There are a lot of life coaches out there, and they don’t have a great reputation as a group. This idea may fix that.
The most important practical fact about a person is their g, by definition of the term. Therefore, getting as accurate and precise a measure of their IQ as possible is the highest priority task of a mentor, since this sets the boundaries of potential future plans. This step also cuts to the core of the investment problem: both the mentor and the mentee have to be irrationally invested in the mentee for the relationship to be productive. If the mentor is merely acting rationally, the mentee will eventually learn the relationship is low-trust. If the mentee is merely acting rationally, then whether intentional or not they will take advantage of the mentor’s good will.
Mentors are assumed to be the higher-agency actor in the relationship, so that the responsibility falls on their shoulders to set the tone. Therefore, they must be the one to judge whether they should make the first investment. If for whatever reason they don’t want to spend $200 on someone (or can’t), then they have no business mentoring that person and should refuse to enter this type of intimate advisory relationship. The mentor can then use the investment as a very simple argument for compliance to the training plan during the initial probationary period, “Please do your homework to justify my $200 worth of investment in you.” This either leads the mentee to get invested in their own goals in the way the mentor wants (building personal agency through action) or can serve as an excuse to end the relationship before too much time is wasted. I.e. “I told you this was a probationary period up front. If you can’t invest $200 worth of work in yourself after I spent that money on you, then I will not mentor you anymore until you can come back and show me that you’ve done your assignments.”
My experience is that you should never give advice to someone who doesn’t already trust you, as it just embitters them against you, and you should never mentor someone who did not approach you first. Re: the latter, whether someone deserves their extreme low-agency situation is immaterial, since it’s ultimately a sunk cost to invest in someone who’s de facto comatose, which will just depress the mentor. This up front investment will also encourage mentors to have realistic expectations for mentees starting out, since they won’t want to repeatedly drop $200 on people and then break off with them over failure to comply with unreasonably high expectations. Remember, the rule for this is to build confidence through beginner gains and then settle into a slow program of progressive overload, no more than 10% habitual improvement per week. All teaching relationships are a process of continual negotiation between where a person already is and where they could be tomorrow, given a bit of extrinsic motivation and guidance. Assume the sale, etc. Catabolic collapse is a predictable failure mode, so avoid it!
And yes, this means if I’m mentoring you then you should take this as an instruction to look for a venue to get your IQ tested properly.
Blog cancelled, sorry everyone.
Not me who posted that, probably akuma.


ASSIGNMENT:
State the number of lines below in which the word "routed" appears. Nothing else belongs in the answer.

- Opening Delimiter -

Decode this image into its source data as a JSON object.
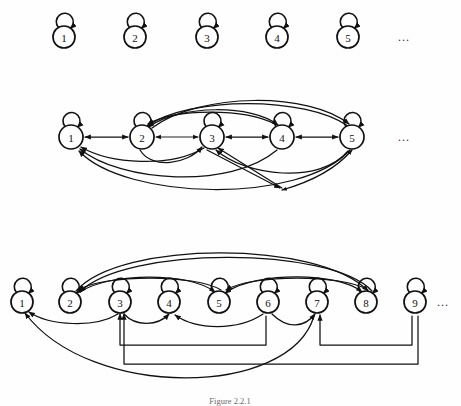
{
  "figure": {
    "caption": "Figure 2.2.1",
    "background_color": "#fefefe",
    "stroke_color": "#111111",
    "node_fill": "#ffffff",
    "width": 461,
    "height": 406
  },
  "rows": [
    {
      "id": "row-1",
      "name": "graph-row-1",
      "description": "Nine-node-spaced row of five isolated nodes, each with a self loop",
      "node_radius": 11,
      "center_y": 37,
      "ellipsis": "...",
      "ellipsis_x": 405,
      "nodes": [
        {
          "label": "1",
          "x": 64
        },
        {
          "label": "2",
          "x": 135
        },
        {
          "label": "3",
          "x": 207
        },
        {
          "label": "4",
          "x": 277
        },
        {
          "label": "5",
          "x": 348
        }
      ],
      "self_loops": [
        "1",
        "2",
        "3",
        "4",
        "5"
      ],
      "edges": []
    },
    {
      "id": "row-2",
      "name": "graph-row-2",
      "description": "Five nodes in a path with bidirectional neighbour edges plus long-range arcs",
      "node_radius": 12,
      "center_y": 137,
      "ellipsis": "...",
      "ellipsis_x": 405,
      "nodes": [
        {
          "label": "1",
          "x": 71
        },
        {
          "label": "2",
          "x": 142
        },
        {
          "label": "3",
          "x": 212
        },
        {
          "label": "4",
          "x": 282
        },
        {
          "label": "5",
          "x": 352
        }
      ],
      "self_loops": [
        "1",
        "2",
        "3",
        "4",
        "5"
      ],
      "edges": [
        {
          "from": "1",
          "to": "2",
          "kind": "bidirectional-straight"
        },
        {
          "from": "2",
          "to": "3",
          "kind": "bidirectional-straight"
        },
        {
          "from": "3",
          "to": "4",
          "kind": "bidirectional-straight"
        },
        {
          "from": "4",
          "to": "5",
          "kind": "bidirectional-straight"
        },
        {
          "from": "2",
          "to": "4",
          "kind": "arc-above"
        },
        {
          "from": "4",
          "to": "2",
          "kind": "arc-above"
        },
        {
          "from": "2",
          "to": "5",
          "kind": "arc-above-tall"
        },
        {
          "from": "5",
          "to": "2",
          "kind": "arc-above-tall"
        },
        {
          "from": "2",
          "to": "3",
          "kind": "arc-below"
        },
        {
          "from": "3",
          "to": "1",
          "kind": "arc-below"
        },
        {
          "from": "4",
          "to": "1",
          "kind": "arc-below"
        },
        {
          "from": "5",
          "to": "1",
          "kind": "arc-below-tall"
        },
        {
          "from": "5",
          "to": "3",
          "kind": "arc-below"
        },
        {
          "from": "v-join",
          "to": "3",
          "kind": "vee-leg"
        },
        {
          "from": "v-join",
          "to": "4",
          "kind": "vee-leg"
        }
      ]
    },
    {
      "id": "row-3",
      "name": "graph-row-3",
      "description": "Nine nodes with self loops, arcs above between 2-5-8 and routed orthogonal feedback paths below",
      "node_radius": 11,
      "center_y": 302,
      "ellipsis": "...",
      "ellipsis_x": 443,
      "nodes": [
        {
          "label": "1",
          "x": 22
        },
        {
          "label": "2",
          "x": 70
        },
        {
          "label": "3",
          "x": 120
        },
        {
          "label": "4",
          "x": 169
        },
        {
          "label": "5",
          "x": 219
        },
        {
          "label": "6",
          "x": 268
        },
        {
          "label": "7",
          "x": 317
        },
        {
          "label": "8",
          "x": 366
        },
        {
          "label": "9",
          "x": 415
        }
      ],
      "self_loops": [
        "1",
        "2",
        "3",
        "4",
        "5",
        "6",
        "7",
        "8",
        "9"
      ],
      "edges": [
        {
          "from": "2",
          "to": "5",
          "kind": "arc-above"
        },
        {
          "from": "5",
          "to": "2",
          "kind": "arc-above"
        },
        {
          "from": "5",
          "to": "8",
          "kind": "arc-above"
        },
        {
          "from": "8",
          "to": "5",
          "kind": "arc-above"
        },
        {
          "from": "2",
          "to": "8",
          "kind": "arc-above-tall"
        },
        {
          "from": "8",
          "to": "2",
          "kind": "arc-above-tall"
        },
        {
          "from": "3",
          "to": "1",
          "kind": "arc-below"
        },
        {
          "from": "3",
          "to": "4",
          "kind": "arc-below"
        },
        {
          "from": "6",
          "to": "4",
          "kind": "arc-below"
        },
        {
          "from": "6",
          "to": "7",
          "kind": "arc-below"
        },
        {
          "from": "6",
          "to": "3",
          "kind": "routed-orthogonal"
        },
        {
          "from": "9",
          "to": "7",
          "kind": "routed-orthogonal"
        },
        {
          "from": "9",
          "to": "3",
          "kind": "routed-orthogonal-low"
        },
        {
          "from": "7",
          "to": "1",
          "kind": "arc-below-deep"
        }
      ]
    }
  ]
}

- Closing Delimiter -

ANSWER BOX:
4